If you were expecting the Houston housing market to take a breather in April after the strong performance in the first quarter, you’d be very disappointed with the numbers reported by the Houston Association of Realtors. Instead of a pause, the market continued its uncompromising upward surge by posting double digit year on year gains in sales and prices. Below are the fundamental stats worth knowing:
- Single Family homes sold: 6482 (+ 27% from last April)
- Single Family average price: $253.9k (+14% year on year)
- Single Family pending sales: 4999 (+23% year on year)
- Months of Inventory on the market: 3.4 (-37% from last April)
- Bank foreclosures down 30%, now make up just 10% of total sales
- Townhouse and condominium sales + 31%
The storyline remains unchanged. In 2013, demand awoke from its confidence deficiency paralysis and realized that time was expiring fast on ridiculously cheap money. This awakening led to an acute inventory (supply) shortage which turned this market into a dog chasing its tail at a blistering pace and driving up prices in the process. The latest reported average sales price during April is the highest on record. To find a higher number of properties sold in a month, you’d have to go back to August 2007 and its pre-recession self. Just when you think suppliers of supply (builders, sellers and banks) might jump in, satisfy the demand and increase inventory, months of inventory on the market drop further to 3.4 months. And that’s citywide. If you zoom into smaller, popular pockets (i.e Woodlands, Memorial, Oak Forest/Garden Oaks), there’s even less inventory
Funny thing is, the Summer is just getting started.
Glenn says
Erion,
This is great for sellers but are rent increases keeping pace to prop up ROI?
Erion Shehaj says
So far, they are dancing at the same rhythm. It will remain to be seen what happens later.

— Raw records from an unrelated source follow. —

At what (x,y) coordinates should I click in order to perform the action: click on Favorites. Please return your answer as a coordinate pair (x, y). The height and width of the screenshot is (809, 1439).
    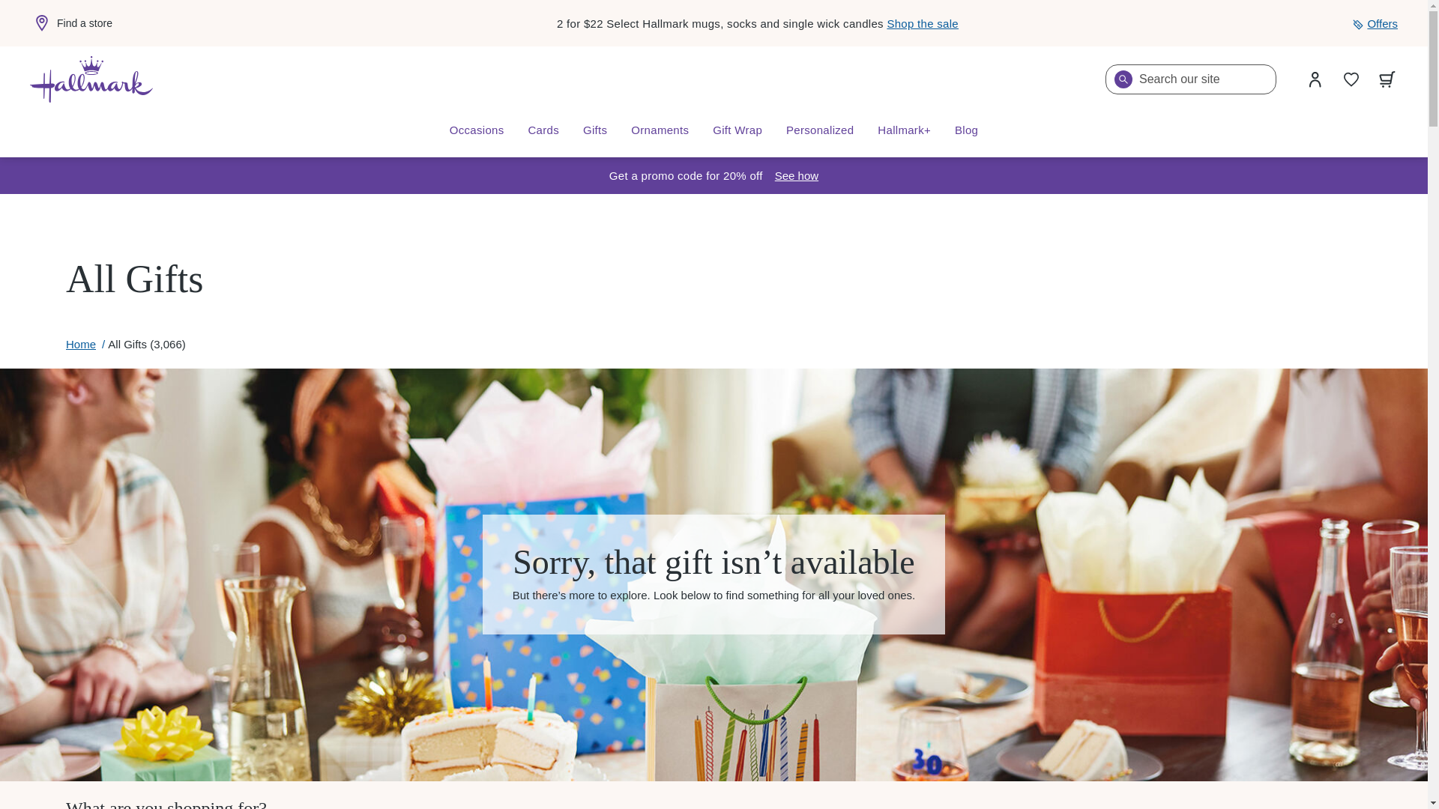
    Looking at the image, I should click on (1351, 79).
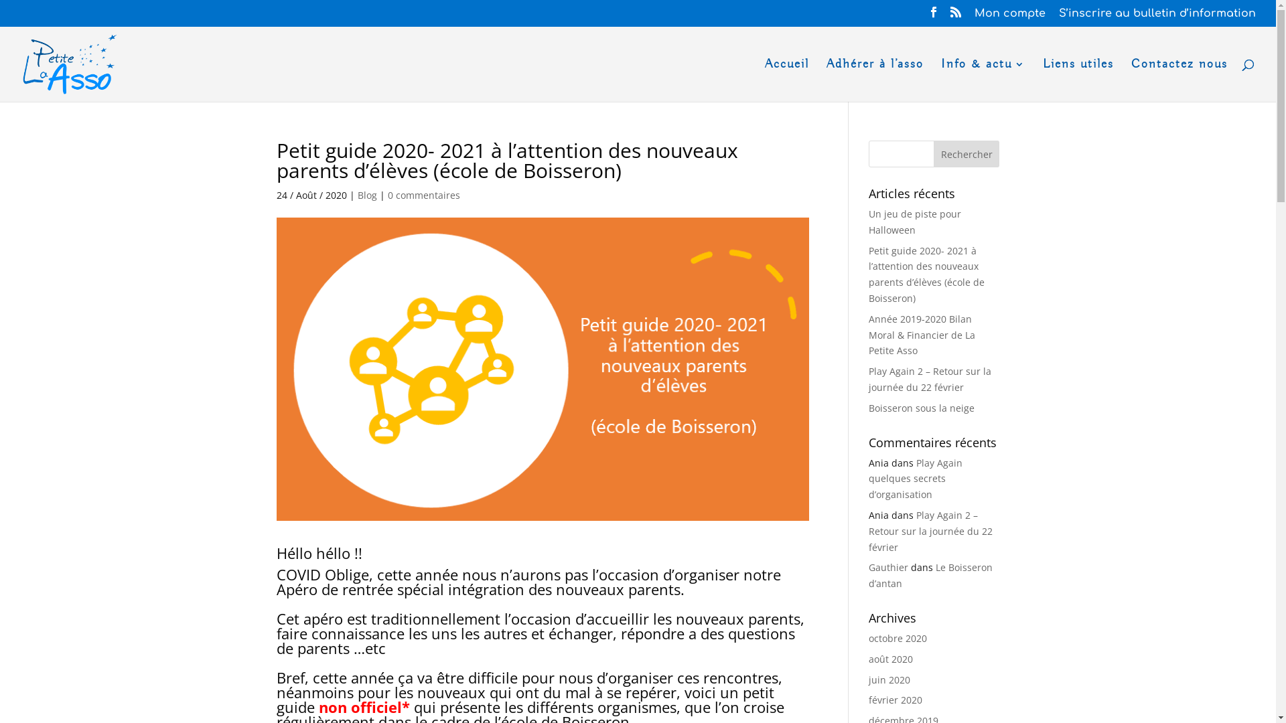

On a separate point, the way I see it, the biggest threat to ROI isn’t price increases but interest rate increases.
Glenn says
Interesting, could you please elaborate?
The Architect says
Well, for every 0.5 percentage point increase in the interest rate on the mortgage on your investment property, the cash on cash return drops by 1.0-1.5% depending on your loan to value (The higher the leverage, the larger the drop).
So if interest rates rise as they’re expected to do in the next 12-18 months, there will be downward pressure on ROI even if prices remain unchanged.